Back to the 'burbs

THE suburbs, long derided as cultural wastelands, are experiencing a renaissance. And buyers are drawn to them like dieters to a scoop of Cherry Garcia.

No longer just sprawling residential tracts fanning out from nominal downtowns, the reinvented suburbs of Pasadena, Fullerton, San Fernando, Burbank and Irvine -- to name a few -- are pedestrian-friendly villages featuring vintage architecture mixed with new designs, mom-and-pop stores next to national chains, plus jobs a lot closer to home. They have museums, theaters, art galleries, concert halls and restaurants.

"New suburbanism," as it's called, is putting vitality back into suburbia.

"What we're seeing is a very radical reordering of how people live and their relationship to suburbs," said Joel Kotkin, a senior fellow with the Washington, D.C.-based New America Foundation, a nonprofit public policy institute. "Southern California is the laboratory for this."

So what's new about it?

Residential neighborhoods that ignore the old suburban model, for starters.

When Hughes Aircraft closed its 2 million-square-foot Fullerton plant in the early '90s, the challenge was to rezone and convert the 340-acre industrial site into a residential and commercial area, said Joel Rosen, the city's chief planner.
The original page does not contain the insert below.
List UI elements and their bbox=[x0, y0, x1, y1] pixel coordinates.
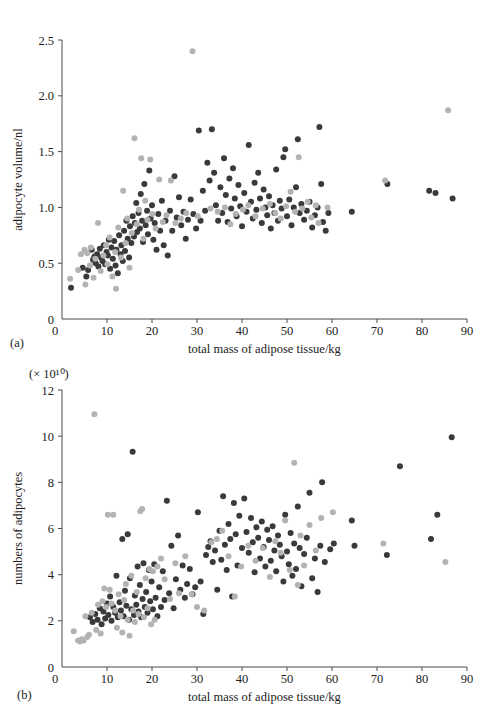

The result is Amerige Heights, with 1,400 single-family homes, apartments and condos; a main street with ground-level shops, restaurants and offices and housing units above them; and a pedestrian bridge connecting the main residential area to a large outdoor shopping center anchored by Target.

Unlike the idealized suburb of your parents' generation, the lots are small and close together, and some feature so-called rear-loading garages behind the homes, entered via attractive, landscaped lanes rather than alleys lined with garbage cans.

Many of the homes lack traditional yards, so families enjoy the 20 acres of parks scattered throughout the development, most of which serve as central green zones and are surrounded by residences that face them. The parks are open to the public, but are maintained by homeowners' fees. The large residential streets have landscaped roundabouts to slow auto traffic. Narrow side streets accommodate wider sidewalks for pedestrian safety.

Sara and Roberto Lopez and their three kids moved to Amerige Heights from Santa Ana to take advantage of Fullerton's highly touted schools and child-friendly activities, which the family has easy access to. The development has two elementary schools and a nearby high school.